TLDR: the use of BLAME is not that helpful. We're all human and fallible. We don't want to get to the point of blame in the first place anyhow. We want to solve problems before they go badly wrong and blame is really just about what we try to do to make things better in future. Like, if you say "this person is the one who screwed up - they're just an idiot" that lets everyone else off the hook and lets the company not change itself at all. So I don't think that mode of searching for a scape goat is very useful. What's useful is that when there are several people and none is sure who should take on some problem then you need to clarify who is most responsible and should follow up and keep chipping away at it till it's solved.

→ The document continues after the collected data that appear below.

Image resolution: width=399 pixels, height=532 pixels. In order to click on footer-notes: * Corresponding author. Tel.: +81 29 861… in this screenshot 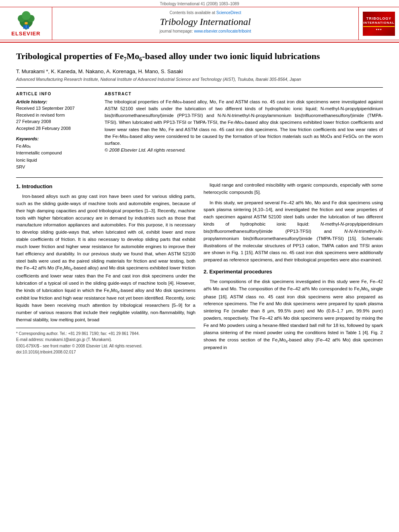, I will do `click(106, 342)`.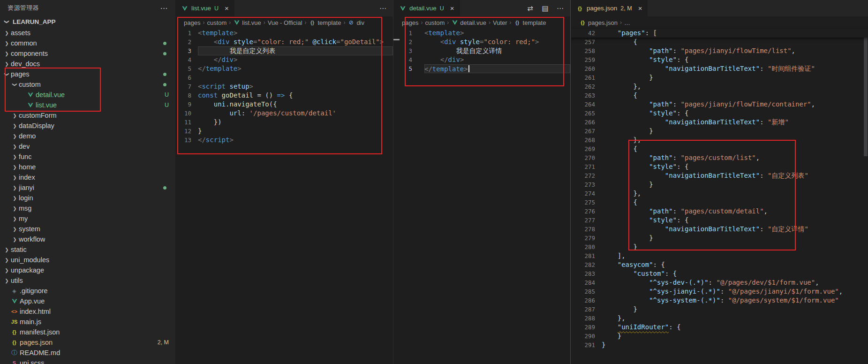 The width and height of the screenshot is (868, 364). Describe the element at coordinates (719, 336) in the screenshot. I see `code-line: 290 }` at that location.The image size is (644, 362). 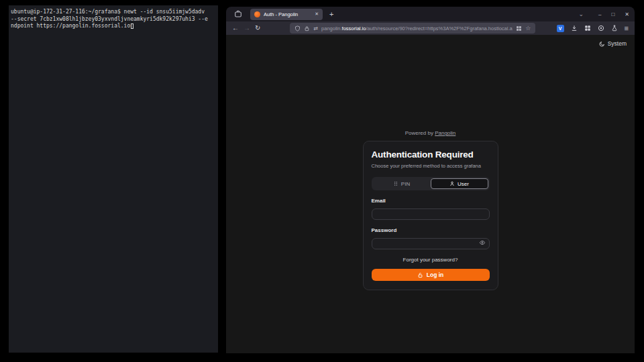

I wrote a lot of other boring crap and deleted it to spare you the pain of reading it. Yes I'm technical but it's impossible to be technical in all areas. I do write code and I'm always struggling to keep up with the other developers on the team. I have specialist skills but they're only of limited relevance to this company and this team and skills become less and less relevant. It's very hard to deal with problems in a domain that you're not familiar with but you end up being forced to deal with things that you're not equipped for because nobody else really is and you're responsible.


The car occupants clearly didn't pay Boston Consulting Group or McKinsey to come up with an optimum span of control, as they'd surely been advised a management role wasn't necessary in a 2 person team.

On the other hand, a tank with 5-8 functional roles does have the role of tank commander.


If the manager is responsible for hiring and managing the driver and the navigator, then obviously they can also be under stress, and will be held responsible for the outcome.